The Cat Returns is the most light-hearted and purely comedic of Studio Ghibli films. It is a sequel to Whispers of the Heart (1995), to the extent that two secondary characters (the cats), The Baron and Muta, are here principal characters. Otherwise it’s a standalone effort, though the English title might make a bit more sense if Whisper of the Heart had been released first. The Japanese title, Neko no Ongaeshi, translates as "The Gift of the Cats," or more specifically, "the gift that keeps on giving whether you like it or not."

The story begins with Haru (Anne Hathaway) rescuing a cat from getting run over by a truck. The cat turns out to be the son of the King of the Cats (Tim Curry, as a kind of unreformed 1950s hipster), who decides he likes this kid and that she’d make a good daughter-in-law. After failing to persuade her with presents, such as dozens of little gift boxes stuffed with mice, they kidnap her and drag her off to the Kingdom of the Cats, an Alice in Wonderland place where Haru finds herself shrinking to cat proportions herself.

It is then up to The Baron (Cary Elwes), along with Muta (Peter Boyle) and a giant crow (Elliot Gould) to rescue her. At this point the movie very much turns in a cat version of an Errol Flynn swashbuckler, made even sillier by a steady stream of sight gags (made funnier by the fact that they’re all--cats!) that veer off into Coyote & Roadrunner territory. The film’s one significant failing is that, unlike Miyazaki’s carefully realized fantasy worlds, the internal workings of the Kingdom of the Cats quickly lose any logic further than the next joke.

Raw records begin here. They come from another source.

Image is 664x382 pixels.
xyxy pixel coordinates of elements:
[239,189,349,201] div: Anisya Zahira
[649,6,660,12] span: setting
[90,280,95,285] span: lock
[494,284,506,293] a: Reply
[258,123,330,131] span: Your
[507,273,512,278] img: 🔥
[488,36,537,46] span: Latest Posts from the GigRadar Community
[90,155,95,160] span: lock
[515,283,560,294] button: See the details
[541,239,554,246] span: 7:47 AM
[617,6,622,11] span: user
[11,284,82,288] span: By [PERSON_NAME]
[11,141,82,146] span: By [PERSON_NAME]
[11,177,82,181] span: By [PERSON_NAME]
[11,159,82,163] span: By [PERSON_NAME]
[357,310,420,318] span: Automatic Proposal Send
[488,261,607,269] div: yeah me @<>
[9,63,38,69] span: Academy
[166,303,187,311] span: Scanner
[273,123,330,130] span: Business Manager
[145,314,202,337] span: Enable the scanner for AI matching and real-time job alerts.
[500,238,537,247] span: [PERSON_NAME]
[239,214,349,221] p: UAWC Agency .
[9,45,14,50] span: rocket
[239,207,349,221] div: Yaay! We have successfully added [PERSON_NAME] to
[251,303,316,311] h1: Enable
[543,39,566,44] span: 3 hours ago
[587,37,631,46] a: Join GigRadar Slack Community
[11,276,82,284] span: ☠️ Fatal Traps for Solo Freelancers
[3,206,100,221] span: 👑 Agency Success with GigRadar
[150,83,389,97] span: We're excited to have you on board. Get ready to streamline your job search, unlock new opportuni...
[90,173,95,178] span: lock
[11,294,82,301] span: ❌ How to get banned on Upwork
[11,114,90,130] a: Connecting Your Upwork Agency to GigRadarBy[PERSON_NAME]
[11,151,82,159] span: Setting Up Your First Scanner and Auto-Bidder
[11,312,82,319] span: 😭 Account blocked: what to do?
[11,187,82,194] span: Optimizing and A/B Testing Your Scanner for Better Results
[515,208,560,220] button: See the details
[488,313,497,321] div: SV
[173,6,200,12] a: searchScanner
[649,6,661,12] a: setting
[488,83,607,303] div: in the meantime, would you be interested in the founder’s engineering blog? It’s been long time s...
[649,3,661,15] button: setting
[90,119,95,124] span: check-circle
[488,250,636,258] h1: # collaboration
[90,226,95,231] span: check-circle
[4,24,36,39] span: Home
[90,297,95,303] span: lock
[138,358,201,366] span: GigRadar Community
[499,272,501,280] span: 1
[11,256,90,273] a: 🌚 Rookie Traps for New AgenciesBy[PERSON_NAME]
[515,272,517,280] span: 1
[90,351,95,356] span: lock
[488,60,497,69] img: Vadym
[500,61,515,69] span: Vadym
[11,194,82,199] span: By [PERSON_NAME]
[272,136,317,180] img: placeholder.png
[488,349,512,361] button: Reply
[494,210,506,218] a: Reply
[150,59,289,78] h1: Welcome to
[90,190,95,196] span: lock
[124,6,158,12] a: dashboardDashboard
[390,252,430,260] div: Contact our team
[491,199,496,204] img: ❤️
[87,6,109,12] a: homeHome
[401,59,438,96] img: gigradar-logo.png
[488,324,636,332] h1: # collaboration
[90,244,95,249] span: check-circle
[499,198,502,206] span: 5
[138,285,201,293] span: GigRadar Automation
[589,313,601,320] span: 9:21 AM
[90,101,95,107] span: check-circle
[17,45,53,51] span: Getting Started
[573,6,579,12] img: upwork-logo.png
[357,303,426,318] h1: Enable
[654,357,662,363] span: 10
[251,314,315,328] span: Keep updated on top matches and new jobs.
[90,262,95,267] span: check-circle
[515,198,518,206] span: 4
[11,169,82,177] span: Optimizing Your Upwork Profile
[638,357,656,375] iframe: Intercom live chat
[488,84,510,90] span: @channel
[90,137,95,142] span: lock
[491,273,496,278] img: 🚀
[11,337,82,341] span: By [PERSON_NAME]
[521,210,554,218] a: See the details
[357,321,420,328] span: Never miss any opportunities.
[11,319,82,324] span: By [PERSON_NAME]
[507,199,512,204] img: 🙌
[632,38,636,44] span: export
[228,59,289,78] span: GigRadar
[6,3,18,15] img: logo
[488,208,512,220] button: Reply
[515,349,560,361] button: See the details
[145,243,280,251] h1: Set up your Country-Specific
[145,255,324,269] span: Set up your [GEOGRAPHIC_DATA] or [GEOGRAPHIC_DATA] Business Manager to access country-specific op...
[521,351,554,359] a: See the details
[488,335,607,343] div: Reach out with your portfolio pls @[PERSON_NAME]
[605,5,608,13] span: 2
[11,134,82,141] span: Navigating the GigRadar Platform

Still, they’re pretty good jokes and, after all, this is director Hiroyuki Morita’s first feature effort. You have to applaud a Studio Ghibli project determined not to take itself seriously in the slightest. And Morita does rein things in sufficiently in the denouement to deliver the requisite object lesson without too much saccharine.

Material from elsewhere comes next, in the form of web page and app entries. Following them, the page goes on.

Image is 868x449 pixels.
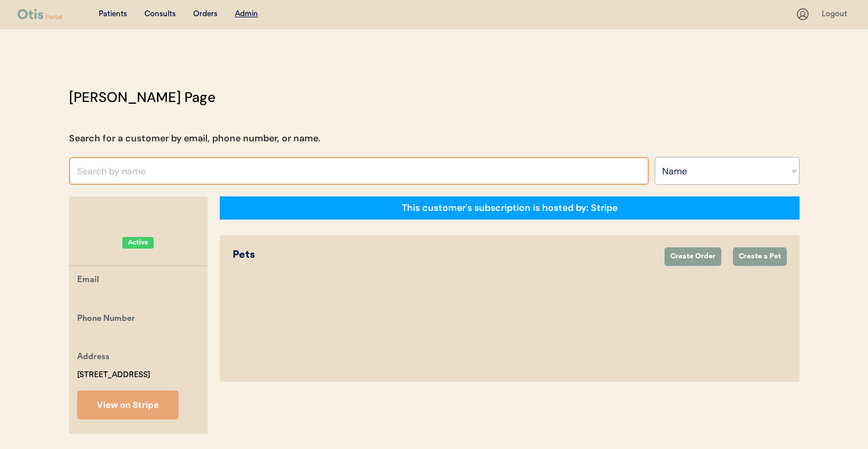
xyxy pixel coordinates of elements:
[77,312,135,327] div: Phone Number
[402,202,618,215] div: This customer's subscription is hosted by: Stripe
[77,351,109,365] div: Address
[664,247,721,266] button: Create Order
[822,9,851,21] div: Logout
[69,131,321,146] div: Search for a customer by email, phone number, or name.
[69,157,649,185] input: Search by name
[232,247,653,263] div: Pets
[77,390,178,420] button: View on Stripe
[77,273,99,288] div: Email
[69,87,216,108] div: [PERSON_NAME] Page
[144,9,176,21] div: Consults
[98,9,127,21] div: Patients
[235,10,258,18] u: Admin
[193,9,217,21] div: Orders
[77,368,150,382] div: [STREET_ADDRESS]
[733,247,787,266] button: Create a Pet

And to give credit where it’s due, Disney has again done an outstanding job producing a dub track every bit the equal of the original, which is frankly always a bit surprising considering Disney’s seemingly grudging indifference to the Ghibli library it spent a hefty sum licensing. Someone there must be determined to do it right or not do it at all. To top it off, they brought Cary Elwes back for the far superior Whisper of the Heart, a truly wonderful movie about books and writing and imagination.

The theme song for The Cat Returns was written and performed by Ayano Tsuji. NPR interviewed her on its Weekend Edition 21 January 2006 program. You can listen to the audio here. The Studio Ghibli production of Whispers of the Heart is based on the manga by Aoi Hiiragi. A magazine like Cricket really should serialize it. It'd be perfect for a pre-teen female audience.